F v L & Ors EWHC 2190 (Fam) concerned T, born in 2014. The parents met in 2013 in Zimbabwe, separated in 2017, and a Zimbabwean magistrates’ court awarded the mother custody with defined contact to the father in January 2022. In August 2022 the mother re‑registered T’s details, and in October 2022 removed him to England to live with her sister and brother‑in‑law without notifying the father. The father learned of the move only in 2024 after receiving a voice note in which T spoke with an English accent, traced the maternal family address in November 2024, travelled to the UK in February 2025, saw T, and then issued a Hague return application in April 2025. Directions hearings followed in May and June; the substantive hearing was on 10–11 July 2025 and judgment was handed down on 20 August 2025.

Sitting as a Deputy High Court Judge, Vikram Sachdeva KC found under Zimbabwean common law a custodial parent may relocate abroad unless a court order expressly restricts removal; an access‑only parent has no veto or right to consultation. The judge cited Makuni v Makuni and distinguished Kumalo v Kumalo and Peacock v Steyn, concluding that the father’s rights did not include a power to prevent T leaving Zimbabwe.

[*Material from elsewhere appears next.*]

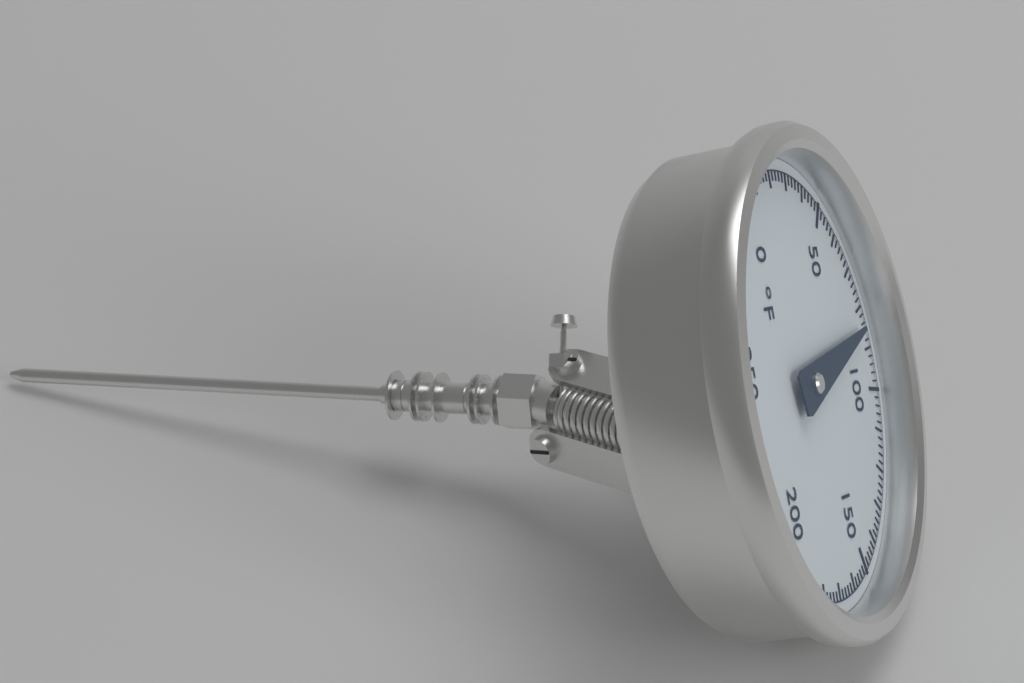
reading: 84 °F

Applying the Convention’s autonomous concepts, the court held that the father’s rights were not “rights of custody” within Articles 3 and 5; following Hunter v Murrow [2005] EWCA Civ 976 and Re D (Abduction: Rights of Custody) [2006] UKHL 51, the absence of a removal veto was decisive. ‘I do not construe the father’s rights as extending to a power of veto…” and “the rights enjoyed by the father do not constitute ‘rights of custody’,’ the judge said. Accordingly, the application failed at the threshold.

Addressing the mother’s defences on settlement, despite significant concealment—including identity changes and years without paternal contact—the judge found T well‑settled physically and psychologically in England, integrated at school and in the community, taking a holistic approach consistent with Re N (1991) and Cannon v Cannon [2004] EWCA Civ 1330, and echoing guidance recently distilled in Re G & B (Ukraine) [2025] EWHC 795 (Fam).

The case considered acquiescence and grave risk and on the assumption of settlement, the judge would decline discretion to order return, noting that in settlement cases the Convention’s ‘hot pursuit’ objective cannot be met and that T’s integration, the resumed, although fragile, paternal relationship, and uncertainty over the mother’s involvement on return militated against a summary order.

An ad hoc bid for return under the inherent jurisdiction was refused and the case was dismissed.